Cleveland, the largest city in Ohio from 1900 to the 1980s and a leading Great Lakes industrial center during the twentieth century. In 1796, Moses Cleavel and laid out the original plan for the settlement that was to bear his name. The village grew slowly, having only about five hundred residents in 1825. That year, however, the Ohio legislature designated Cleveland the northern terminus of the Ohio and Erie Canal, which linked the Ohio River and Lake Erie. Completed in 1832, the canal transformed Cleveland into a booming commercial center with more than six thousand residents by 1840.

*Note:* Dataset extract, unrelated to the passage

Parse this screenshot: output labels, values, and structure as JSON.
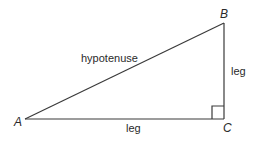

In the early 1850s, the arrival of the railroad ushered in a half century of large-scale industrialization. Cleveland became a major producer of iron and steel and the headquarters of John D. Rockefeller's oil refining empire. Owing in part to the local inventor Charles Brush, the manufacturing of electrical equipment developed as a major industry. During the early twentieth century, the motor vehicle industry added thousands of new jobs for Clevelanders.
Attracted largely by employment opportunities, European immigrants flooded the city. Germans predominated through most of the nineteenth century, but by the early twentieth century, eastern Europeans prevailed. Cleveland could boast of the largest Slovak and Slovene settlements in America as well as thousands of Poles, Czechs, and Hungarians.
In the early twentieth century, Cleveland earned a reputation for progressive government as mayors Tom Johnson and Newton Baker battled for municipal ownership of public utilities. By the 1920s, a ring of suburban municipalities was burgeoning around Cleveland, eventually precluding further annexation of territory to the city. Immigration quotas stemmed the tide of European newcomers, although thousands of white and black southerners flocked to Cleveland, especially in the 1940s and 1950s. During the second half of the twentieth century, however, the city's population steadily declined, from 914, 808 in 1950 to 478,403 in 2000. New office towers arose in the central business district, but neighborhoods decayed, and after 1970 manufacturing jobs disappeared. In 1966 racial unrest resulted in nationally publicized rioting in the Hough area, and twelve years later the troubled city suffered the humiliation of defaulting on debt payments. Despite loss of population and manufacturing jobs, local boosters in the 1980s and 1990s proclaimed Cleveland's comeback, pointing to the construction of downtown stadiums and such new tourist attractions as the Rock and Roll Hall of Fame and the Great Lakes Science Center.
Bibliography
Miller, Carol Poh, and Robert Wheeler. Cleveland: A Concise History, 1796–1990. Bloomington: Indiana University Press, 1990.
Van Tassel, David D., and John J. Grabowski, eds. The Encyclopedia of Cleveland History. Bloomington: Indiana University Press, 1987.